Concerns are intensifying among analysts that the staggering investment fuelling the artificial intelligence revolution may be inflating a dangerous financial bubble. The dominance of AI stocks in the US market, coupled with astronomical spending that vastly outstrips current profits, is raising alarm bells about a potential correction.
The Trillion-Dollar Bet: Spending Versus Returns
The market's appetite for AI remains voracious. While some key players like Nvidia, Oracle, and Coreweave have seen valuations dip from mid-2025 highs, the US stock market is still overwhelmingly driven by AI investment. A remarkable 75% of returns from the S&P 500 index are attributed to just 41 AI-related stocks. The so-called "Magnificent Seven" tech giants—Nvidia, Microsoft, Amazon, Google, Meta, Apple, and Tesla—alone account for 37% of the index's performance.
This concentration, built largely on one form of AI—Large Language Models (LLMs)—is fuelling bubble fears. AI leaders dismiss such talk. Jensen Huang, CEO of the now $5 trillion chip-maker Nvidia, stated last month, "We are long, long away from that."
However, scepticism persists. The colossal gap between expenditure and revenue is testing investor nerves. Microsoft, Amazon, Google, Meta, and Oracle are projected to spend around $1 trillion on AI by 2026. OpenAI, the creator of ChatGPT, plans to commit a staggering $1.4 trillion over the next three years.
The returns so far are minimal by comparison. OpenAI is expected to generate just over $20 billion in profit for 2025—a vast sum, but a fraction of its planned outlay. "If a few venture capitalists get wiped out, nobody's gonna be really that sad," said AI scientist Gary Marcus, an emeritus professor at New York University. "But with a large part of US economic growth this year down to investment in AI, the 'blast radius' could be much greater."
The Physical Crunch: Power, Chips, and Depreciation
The AI boom's scale hinges on immense physical infrastructure, creating several unique pressure points. The leap in capability from GPT-2 to GPT-4 required 3,000 to 10,000 times more computing power, triggering a race to build "computer cities." Projects like the Stargate complex in Texas and Meta's $27 billion Hyperion data centre in Louisiana are consuming land areas comparable to major city parks or even Manhattan itself.
This is straining America's power grid, with some data centres facing years-long waits for connections. Furthermore, unlike traditional infrastructure, AI data centres face rapid obsolescence. Nvidia releases new, more powerful AI chips roughly every year, claiming a three-to-six-year lifespan for its latest models.

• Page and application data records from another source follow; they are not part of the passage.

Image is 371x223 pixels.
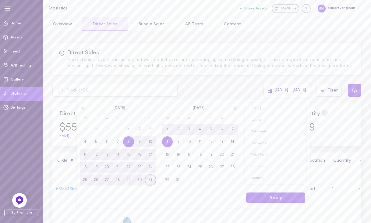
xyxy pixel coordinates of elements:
span: Lifetime [244,172,306,184]
span: S [145,114,156,123]
button: 14 [112,149,123,160]
button: 9 [173,136,184,147]
span: 25 [83,174,87,185]
span: Settings [11,106,26,109]
div: Knowledge center [301,4,311,13]
button: 9 [134,136,145,147]
button: 2 [173,124,184,135]
button: 14 [227,136,238,147]
button: 5 [90,136,101,147]
button: This Month [244,149,306,160]
span: S [227,114,238,123]
span: 14 [231,136,234,147]
button: 10 [145,136,156,147]
button: 4 [80,136,91,147]
span: 11 [84,149,86,160]
button: 18 [195,149,206,160]
button: 6 [101,136,112,147]
span: 23 [137,161,142,172]
button: 15 [123,149,134,160]
button: This Week [244,126,306,137]
button: [DATE] [244,114,306,126]
button: 21 [227,149,238,160]
span: 2 [177,124,179,135]
button: 25 [80,174,91,185]
button: 19 [205,149,216,160]
button: 24 [184,161,195,172]
span: M [80,114,91,123]
span: 22 [126,161,131,172]
span: 15 [166,149,169,160]
span: 9 [177,136,179,147]
button: 24 [145,161,156,172]
button: 29 [123,174,134,185]
button: 20 [216,149,227,160]
input: Product SKU [52,84,178,97]
span: 15 [127,149,130,160]
span: 4 [199,124,201,135]
span: 31 [149,174,152,185]
span: 17 [149,149,152,160]
span: 10 [149,136,152,147]
span: A/B testing [11,64,31,67]
a: 5 Live Assets [240,6,272,11]
button: Order # [54,158,73,163]
button: 30 [134,174,145,185]
span: Filter [327,88,338,93]
span: Feed [11,50,20,53]
th: Location [304,152,329,169]
span: Statistics [11,92,27,95]
span: 13 [105,149,108,160]
span: 21 [231,149,234,160]
span: 28 [115,174,120,185]
span: 11 [199,136,201,147]
button: 17 [145,149,156,160]
button: Quantity [330,158,351,163]
button: 26 [90,174,101,185]
span: 7 [232,124,234,135]
span: 27 [105,174,109,185]
button: 18 [80,161,91,172]
button: 27 [216,161,227,172]
span: A direct sale is every transaction that was made by a user after engaging with a Dialogue asset, ... [68,58,350,68]
a: 6318448574690 [56,186,86,191]
span: 5 [95,136,97,147]
span: Last Month [244,160,306,172]
span: 9 [139,136,141,147]
span: 24 [187,161,191,172]
span: F [123,114,134,123]
span: T [195,114,206,123]
button: 11 [80,149,91,160]
span: 30 [176,174,181,185]
span: $55,531 [59,122,94,133]
h1: Statistics [48,6,149,11]
button: 19 [90,161,101,172]
span: 26 [94,174,98,185]
button: Direct Sales [82,17,128,31]
span: 26 [209,161,213,172]
span: 1 [128,124,129,135]
button: 25 [195,161,206,172]
span: Gallery [11,78,24,81]
span: Last Week [244,137,306,149]
button: 15 [162,149,173,160]
button: 5 Live Assets [240,6,267,10]
button: 21 [112,161,123,172]
span: Direct sales [59,111,90,117]
span: M [162,114,173,123]
button: 28 [227,161,238,172]
button: 4 [195,124,206,135]
span: 29 [165,174,169,185]
span: 1 [167,124,168,135]
span: 6 [221,124,223,135]
span: 8 [166,136,168,147]
button: 1 [123,124,134,135]
span: T [90,114,101,123]
span: 29 [126,174,131,185]
span: 2 [139,124,141,135]
span: 16 [138,149,141,160]
td: 1 [329,169,354,209]
span: 27 [220,161,224,172]
span: 25 [198,161,202,172]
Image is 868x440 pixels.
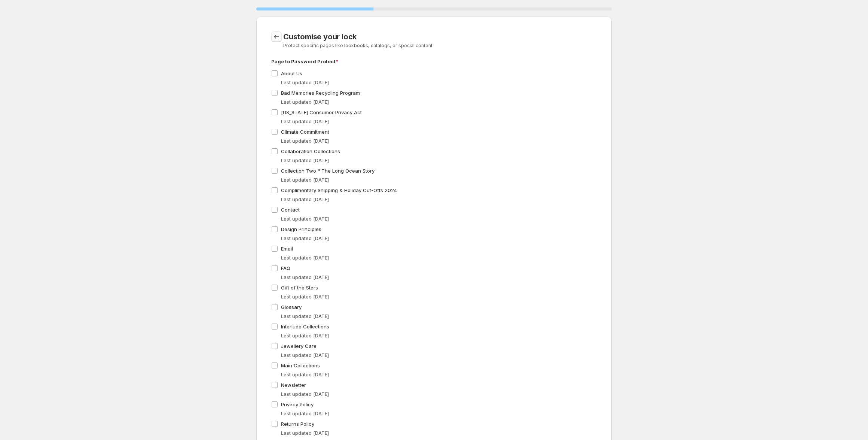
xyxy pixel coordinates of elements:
[281,323,329,329] span: Interlude Collections
[281,176,329,183] span: Last updated [DATE]
[281,206,300,213] span: Contact
[281,99,329,105] span: Last updated [DATE]
[281,401,314,407] span: Privacy Policy
[281,148,340,154] span: Collaboration Collections
[281,118,329,124] span: Last updated [DATE]
[281,245,293,251] span: Email
[281,420,314,426] span: Returns Policy
[283,32,357,41] span: Customise your lock
[281,196,329,202] span: Last updated [DATE]
[281,187,397,193] span: Complimentary Shipping & Holiday Cut-Offs 2024
[281,381,306,388] span: Newsletter
[281,138,329,144] span: Last updated [DATE]
[281,79,329,85] span: Last updated [DATE]
[281,333,329,338] span: Last updated [DATE]
[281,215,329,221] span: Last updated [DATE]
[281,304,301,310] span: Glossary
[281,90,360,96] span: Bad Memories Recycling Program
[283,43,597,49] p: Protect specific pages like lookbooks, catalogs, or special content.
[281,265,290,271] span: FAQ
[281,109,362,115] span: [US_STATE] Consumer Privacy Act
[281,70,303,76] span: About Us
[281,410,329,416] span: Last updated [DATE]
[281,371,329,378] span: Last updated [DATE]
[271,58,597,65] p: Page to Password Protect
[281,294,329,299] span: Last updated [DATE]
[281,363,320,368] span: Main Collections
[281,168,375,174] span: Collection Two º The Long Ocean Story
[281,284,318,290] span: Gift of the Stars
[281,274,329,280] span: Last updated [DATE]
[281,351,329,358] span: Last updated [DATE]
[281,235,329,241] span: Last updated [DATE]
[281,313,329,319] span: Last updated [DATE]
[281,254,329,260] span: Last updated [DATE]
[281,343,316,349] span: Jewellery Care
[281,129,329,135] span: Climate Commitment
[271,31,282,42] button: CustomisationStep.backToTemplates
[281,391,329,396] span: Last updated [DATE]
[281,430,329,435] span: Last updated [DATE]
[281,226,321,232] span: Design Principles
[281,157,329,163] span: Last updated [DATE]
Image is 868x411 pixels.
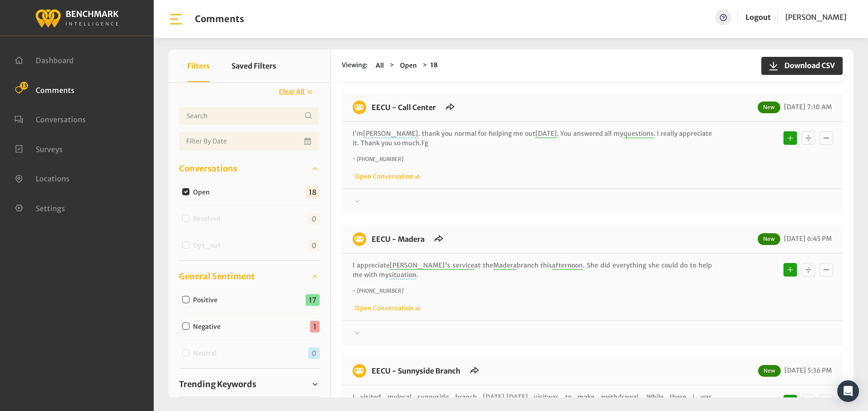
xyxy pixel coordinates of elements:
input: Positive [182,296,190,303]
input: Negative [182,323,190,330]
span: [DATE] 6:45 PM [781,234,832,243]
label: Opt_out [190,241,227,250]
button: Clear All [273,84,320,100]
span: afternoon [552,262,583,270]
span: Viewing: [342,60,367,71]
div: Basic example [781,261,835,279]
span: New [758,365,780,377]
span: [DATE] [535,129,557,138]
a: Open Conversation [353,173,420,181]
a: Logout [745,13,771,22]
img: benchmark [353,364,366,378]
span: Dashboard [35,56,74,65]
input: Date range input field [179,132,320,150]
span: 17 [305,295,320,306]
button: Open Calendar [302,132,314,150]
label: Open [190,188,217,197]
span: Trending Keywords [179,378,256,390]
span: Clear All [279,87,304,96]
span: 0 [309,240,320,251]
img: benchmark [353,100,366,114]
a: Locations [14,173,70,182]
a: EECU - Sunnyside Branch [371,367,461,376]
span: 18 [305,186,320,198]
span: withdrawal [604,393,638,402]
input: Username [179,107,320,125]
label: Neutral [190,349,223,359]
a: Open Conversation [353,304,420,312]
div: Basic example [781,393,835,411]
a: Logout [745,10,771,25]
p: I appreciate at the branch this . She did everything she could do to help me with my . [353,261,712,280]
span: [PERSON_NAME]'s service [390,262,474,270]
i: ~ [PHONE_NUMBER] [353,156,403,162]
a: General Sentiment [179,270,320,283]
span: [PERSON_NAME] [363,129,418,138]
a: Trending Keywords [179,378,320,392]
span: local sunnyside branch [DATE] [397,393,505,402]
div: Basic example [781,129,835,147]
img: benchmark [35,6,119,29]
img: benchmark [353,233,366,246]
span: Comments [35,85,75,95]
div: Open Intercom Messenger [837,380,859,402]
a: Conversations [14,114,86,124]
a: Dashboard [14,55,74,64]
button: Saved Filters [231,50,276,82]
span: Madera [493,262,517,270]
span: [DATE] visit [506,393,547,402]
span: Conversations [179,162,237,175]
span: 1 [310,321,320,332]
strong: 18 [430,61,437,69]
button: Open [397,60,420,71]
h6: EECU - Call Center [366,100,441,114]
a: Surveys [14,144,63,153]
span: Download CSV [779,60,835,71]
a: Settings [14,203,65,212]
label: Resolved [190,214,227,224]
img: bar [168,11,184,27]
a: EECU - Madera [371,234,424,244]
button: Download CSV [761,57,842,75]
button: All [373,60,387,71]
span: Settings [35,204,65,213]
span: situation [389,271,416,279]
span: Conversations [35,115,86,124]
span: [DATE] 7:10 AM [781,103,832,111]
span: Locations [35,174,70,183]
i: ~ [PHONE_NUMBER] [353,287,403,295]
span: General Sentiment [179,271,255,283]
input: Open [182,189,190,196]
span: 0 [309,348,320,360]
span: Surveys [35,144,63,153]
a: Comments 13 [14,85,75,94]
a: EECU - Call Center [371,103,436,112]
span: [PERSON_NAME] [785,13,846,22]
a: Conversations [179,162,320,176]
label: Positive [190,295,225,305]
label: Negative [190,323,227,332]
span: New [758,234,780,245]
p: I'm . thank you normal for helping me out . You answered all my . I really appreciate it. Thank y... [353,129,712,148]
h1: Comments [194,14,244,24]
span: 0 [309,213,320,225]
a: [PERSON_NAME] [785,10,846,25]
h6: EECU - Sunnyside Branch [366,364,465,378]
span: 13 [20,82,28,90]
span: New [758,102,780,113]
h6: EECU - Madera [366,233,430,246]
span: [DATE] 5:36 PM [782,367,832,375]
span: questions [624,129,653,138]
button: Filters [187,50,210,82]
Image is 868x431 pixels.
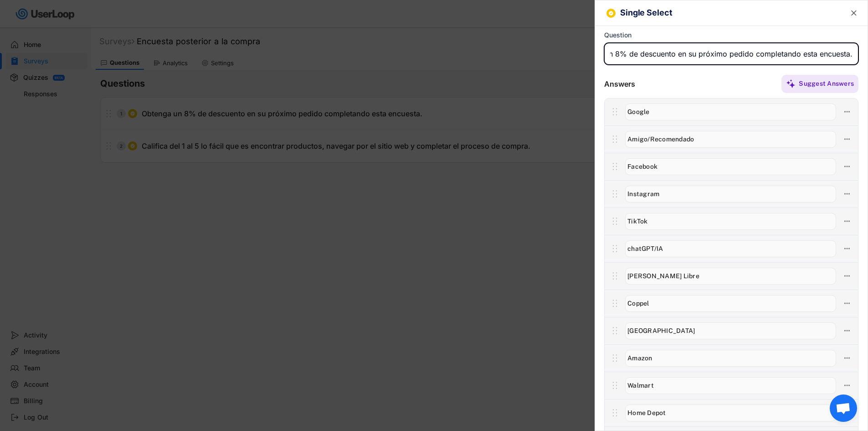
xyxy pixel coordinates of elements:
input: Coppel [625,295,836,312]
img: MagicMajor%20%28Purple%29.svg [786,79,796,88]
h6: Single Select [620,8,830,18]
button:  [850,9,859,18]
input: Instagram [625,186,836,203]
input: Amazon [625,350,836,367]
input: Google [625,103,836,121]
input: Type your question here... [604,43,859,65]
input: Mercado Libre [625,268,836,285]
div: Suggest Answers [799,80,854,88]
input: chatGPT/IA [625,240,836,257]
input: Walmart [625,377,836,394]
input: Facebook [625,158,836,175]
input: Home Depot [625,404,836,421]
input: TikTok [625,213,836,230]
div: Bate-papo aberto [830,394,857,422]
text:  [851,8,857,18]
img: CircleTickMinorWhite.svg [608,10,614,16]
input: Amigo/Recomendado [625,131,836,148]
div: Question [604,31,632,39]
div: Answers [604,80,635,89]
input: Liverpool [625,322,836,339]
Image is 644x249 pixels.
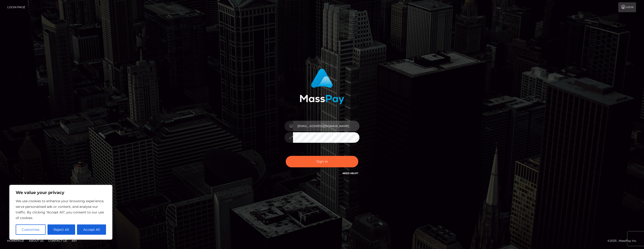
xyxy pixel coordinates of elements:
a: Homepage [5,237,26,244]
button: Customise [16,225,45,235]
button: Accept All [77,225,106,235]
a: Login [618,2,636,12]
a: Contact Us [46,237,68,244]
p: We use cookies to enhance your browsing experience, serve personalised ads or content, and analys... [16,198,106,221]
div: © 2025 , MassPay Inc. [607,238,641,244]
img: MassPay Login [300,69,344,104]
a: Need Help? [342,172,358,175]
a: About Us [27,237,45,244]
div: We value your privacy [9,185,113,240]
p: We value your privacy [16,190,106,195]
button: Reject All [47,225,75,235]
a: API [70,237,79,244]
input: Username... [293,121,359,132]
a: Login Page [7,2,25,12]
button: Sign in [285,156,358,168]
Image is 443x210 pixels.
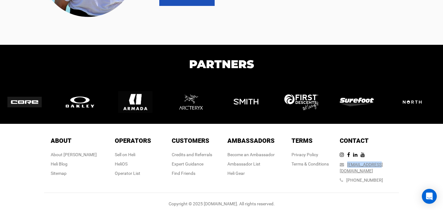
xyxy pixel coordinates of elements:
div: Ambassador List [227,161,275,167]
img: logo [118,85,159,119]
img: logo [395,93,435,111]
a: Credits and Referrals [172,152,212,157]
img: logo [63,95,103,109]
div: Find Friends [172,170,212,176]
div: Sell on Heli [115,151,151,158]
span: Customers [172,137,209,144]
img: logo [284,94,325,110]
a: Become an Ambassador [227,152,275,157]
img: logo [340,98,380,106]
a: Heli Blog [51,161,67,166]
span: About [51,137,72,144]
img: logo [7,97,48,107]
div: Sitemap [51,170,97,176]
div: Operator List [115,170,151,176]
a: Terms & Conditions [291,161,329,166]
a: Heli Gear [227,171,245,176]
span: Operators [115,137,151,144]
div: Open Intercom Messenger [422,189,437,204]
a: [PHONE_NUMBER] [346,178,383,183]
img: logo [174,84,214,120]
div: About [PERSON_NAME] [51,151,97,158]
span: Terms [291,137,313,144]
img: logo [229,85,269,119]
a: Expert Guidance [172,161,203,166]
div: Copyright © 2025 [DOMAIN_NAME]. All rights reserved. [44,201,399,207]
a: Privacy Policy [291,152,318,157]
span: Ambassadors [227,137,275,144]
a: [EMAIL_ADDRESS][DOMAIN_NAME] [340,162,383,173]
a: HeliOS [115,161,127,166]
span: Contact [340,137,368,144]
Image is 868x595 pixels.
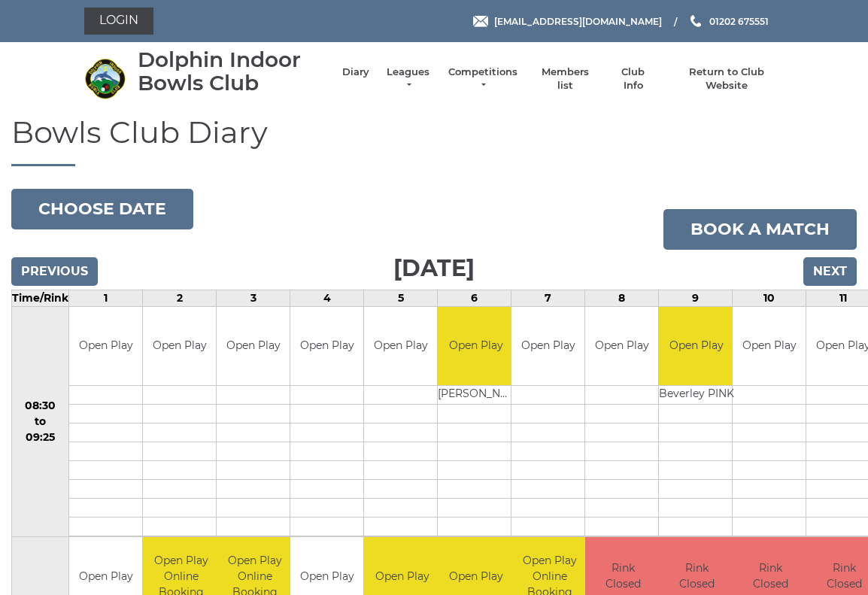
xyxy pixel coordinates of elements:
td: 5 [364,290,438,306]
td: 4 [290,290,364,306]
img: Dolphin Indoor Bowls Club [84,58,126,99]
td: 2 [143,290,217,306]
div: Dolphin Indoor Bowls Club [138,48,327,95]
td: Open Play [290,307,363,386]
td: Open Play [69,307,142,386]
img: Email [473,16,488,27]
td: 1 [69,290,143,306]
td: Open Play [438,307,514,386]
img: Phone us [690,15,701,27]
a: Diary [342,65,369,79]
a: Login [84,8,153,35]
td: 8 [585,290,659,306]
td: 6 [438,290,511,306]
a: Email [EMAIL_ADDRESS][DOMAIN_NAME] [473,14,662,29]
td: Open Play [143,307,216,386]
a: Leagues [384,65,432,93]
td: 10 [733,290,806,306]
td: Open Play [659,307,734,386]
td: Open Play [217,307,290,386]
td: Open Play [733,307,806,386]
input: Next [803,257,857,286]
td: 9 [659,290,733,306]
td: Time/Rink [12,290,69,306]
h1: Bowls Club Diary [11,116,857,166]
a: Return to Club Website [670,65,784,93]
td: 3 [217,290,290,306]
td: Beverley PINK [659,386,734,405]
a: Book a match [663,209,857,250]
span: [EMAIL_ADDRESS][DOMAIN_NAME] [494,15,662,26]
td: Open Play [511,307,584,386]
a: Club Info [612,65,655,93]
a: Members list [533,65,596,93]
td: 7 [511,290,585,306]
td: 08:30 to 09:25 [12,306,69,537]
input: Previous [11,257,98,286]
span: 01202 675551 [709,15,769,26]
td: Open Play [364,307,437,386]
a: Competitions [447,65,519,93]
button: Choose date [11,189,193,229]
a: Phone us 01202 675551 [688,14,769,29]
td: [PERSON_NAME] [438,386,514,405]
td: Open Play [585,307,658,386]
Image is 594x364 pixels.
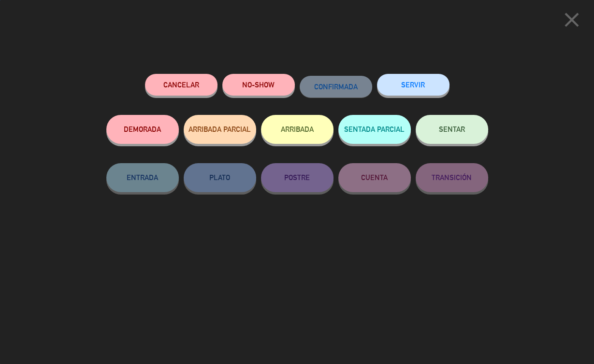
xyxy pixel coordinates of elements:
[261,115,333,144] button: ARRIBADA
[314,83,357,91] span: CONFIRMADA
[377,74,449,96] button: SERVIR
[438,125,465,133] span: SENTAR
[338,163,411,192] button: CUENTA
[261,163,333,192] button: POSTRE
[338,115,411,144] button: SENTADA PARCIAL
[557,8,586,36] button: close
[184,115,256,144] button: ARRIBADA PARCIAL
[189,125,251,133] span: ARRIBADA PARCIAL
[222,74,295,96] button: NO-SHOW
[184,163,256,192] button: PLATO
[416,115,488,144] button: SENTAR
[145,74,218,96] button: Cancelar
[416,163,488,192] button: TRANSICIÓN
[106,115,179,144] button: DEMORADA
[106,163,179,192] button: ENTRADA
[299,76,372,98] button: CONFIRMADA
[560,8,584,32] i: close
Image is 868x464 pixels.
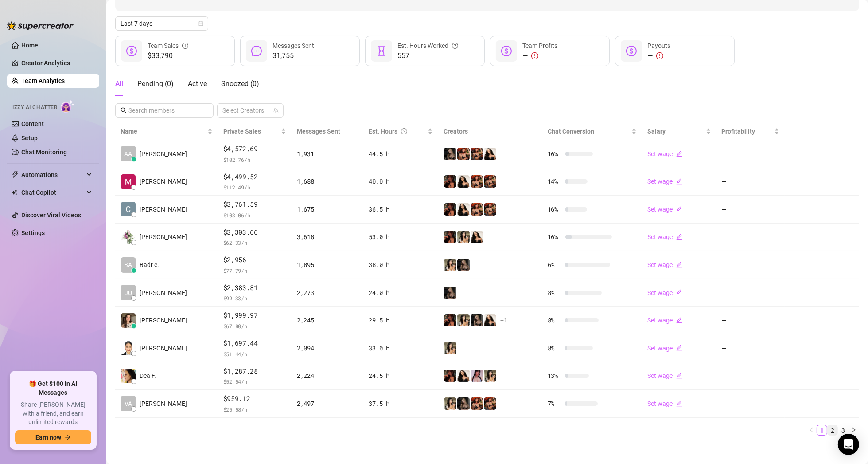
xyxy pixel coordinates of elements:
span: AA [125,149,133,159]
img: steph [444,175,457,188]
img: Rolyat [457,397,470,410]
div: — [522,50,557,61]
div: Est. Hours [369,127,426,136]
a: Home [21,42,38,48]
span: Snoozed ( 0 ) [221,79,259,88]
td: — [716,279,784,307]
div: 24.5 h [369,371,433,380]
span: $1,287.28 [223,366,286,376]
span: $ 112.49 /h [223,183,286,191]
img: Oxillery [470,175,483,188]
span: edit [676,262,682,268]
span: BA [125,260,133,269]
span: Earn now [35,434,61,441]
div: Open Intercom Messenger [838,434,859,455]
span: message [251,46,262,56]
span: exclamation-circle [531,52,538,59]
td: — [716,168,784,196]
span: $3,303.66 [223,227,286,238]
img: Chat Copilot [11,190,17,196]
a: Set wageedit [647,178,682,185]
span: edit [676,178,682,184]
span: $1,697.44 [223,338,286,349]
span: 557 [398,50,458,61]
img: Candylion [444,397,457,410]
img: mads [457,370,470,382]
img: mads [457,175,470,188]
span: Badr e. [140,260,159,269]
img: Oxillery [470,203,483,215]
span: [PERSON_NAME] [140,399,187,409]
img: Candylion [444,342,457,354]
span: edit [676,207,682,212]
a: 2 [828,426,837,435]
span: calendar [198,21,203,26]
span: $1,999.97 [223,310,286,320]
th: Name [115,123,218,140]
span: $ 67.80 /h [223,322,286,331]
li: Previous Page [806,425,816,436]
img: OxilleryOF [484,203,496,215]
img: mads [457,203,470,215]
span: team [274,108,279,113]
span: Dea F. [140,371,156,380]
span: $4,572.69 [223,144,286,154]
img: steph [444,370,457,382]
img: Rolyat [444,286,457,299]
div: 1,895 [297,260,358,269]
button: Earn nowarrow-right [15,430,91,444]
li: 3 [838,425,849,436]
a: Setup [21,134,38,142]
span: arrow-right [65,434,71,440]
span: 8 % [548,343,562,353]
a: Set wageedit [647,261,682,268]
img: OxilleryOF [484,175,496,188]
div: 2,224 [297,371,358,380]
span: Messages Sent [297,128,340,135]
div: 2,245 [297,315,358,325]
td: — [716,196,784,224]
span: $3,761.59 [223,199,286,210]
a: 3 [838,426,848,435]
span: edit [676,234,682,240]
a: Set wageedit [647,400,682,407]
span: dollar-circle [501,46,512,56]
a: Settings [21,229,45,236]
div: Team Sales [148,41,188,50]
span: Payouts [647,42,670,49]
div: 40.0 h [369,176,433,186]
span: Izzy AI Chatter [13,103,57,112]
span: JU [125,288,132,298]
img: Chasemarl Caban… [121,201,136,217]
a: Content [21,120,44,127]
span: $ 102.76 /h [223,156,286,164]
span: 8 % [548,315,562,325]
span: VA [125,399,132,409]
span: edit [676,150,682,157]
img: Oxillery [457,148,470,160]
span: 14 % [548,176,562,186]
span: $ 51.44 /h [223,349,286,358]
span: left [809,427,814,433]
img: Candylion [457,314,470,326]
span: dollar-circle [126,46,137,56]
span: 16 % [548,149,562,159]
div: 1,688 [297,176,358,186]
span: $ 99.33 /h [223,293,286,302]
img: Mari Valencia [121,174,136,189]
span: + 1 [500,315,508,325]
li: 2 [827,425,838,436]
td: — [716,334,784,362]
span: info-circle [182,41,188,50]
span: search [121,107,126,113]
span: Automations [21,167,84,182]
div: 33.0 h [369,343,433,353]
div: 3,618 [297,232,358,242]
div: 29.5 h [369,315,433,325]
span: question-circle [452,41,458,50]
span: question-circle [401,127,407,136]
span: $2,956 [223,254,286,265]
td: — [716,140,784,168]
span: Salary [647,128,665,135]
img: logo-BBDzfeDw.svg [7,21,74,30]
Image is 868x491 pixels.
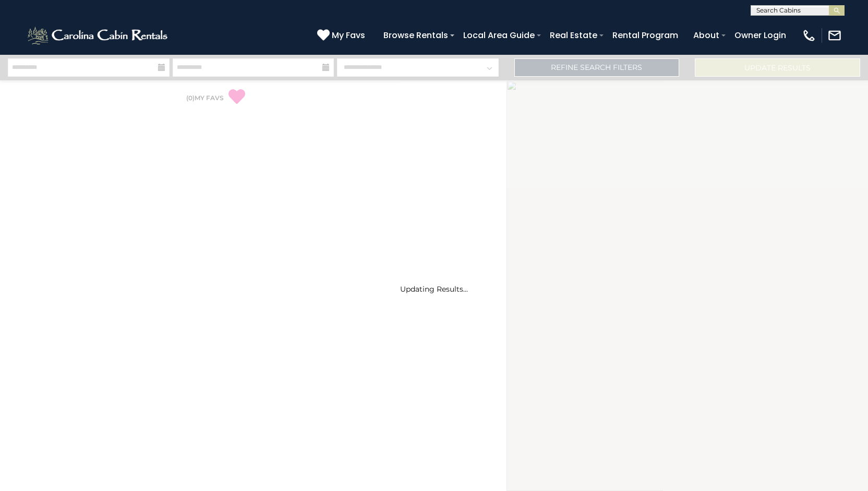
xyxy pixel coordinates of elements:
img: mail-regular-white.png [827,28,842,43]
a: About [689,26,724,44]
img: phone-regular-white.png [802,28,816,43]
a: Browse Rentals [378,26,453,44]
img: White-1-2.png [26,25,171,46]
a: Rental Program [607,26,683,44]
a: Local Area Guide [458,26,540,44]
a: Owner Login [729,26,792,44]
span: My Favs [331,29,365,42]
a: Real Estate [545,26,602,44]
a: My Favs [317,29,368,42]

Fund manager Michael Burry, famed for predicting the 2008 crash, is now betting against AI stocks, citing fears chips may need replacing every three years or sooner due to competition. The Economist recently estimated that if AI chips depreciate every three years, it could wipe $780 billion from the combined value of five big tech firms. If the cycle shortens to two years, that loss balloons to $1.6 trillion.
The Adoption Gap: Where Are the Profits?
The fundamental question remains: who will pay enough for AI to justify trillion-dollar investments? While adoption is rising—OpenAI reports 800 million weekly active users—only 5% are paying subscribers. Business adoption, the key revenue source, is sluggish. US Census data from early 2025 showed only 8-12% of companies using AI to produce goods and services. For larger firms, adoption peaked at 14% in June 2025 but has since fallen back to 12%.
Most companies are still piloting AI or figuring out how to scale it. Compounding this is growing doubt about the core "scaling hypothesis." While LLMs improve on technical benchmarks, their fundamental architecture lacks true understanding or long-term memory. Ilya Sutskever, co-founder of OpenAI, recently noted, "Is the belief that if you just 100x the scale, everything would be transformed? I don't think that's true."
Professor Marcus summarises the precarious equation: "It's really just a scaling hypothesis, a guess that this might work. It's not really working. So you’re spending trillions of dollars, profits are negligible and depreciation is high. It does not make sense. And so then it's a question of when the market realises that." The wait for that realisation is keeping investors and analysts on edge.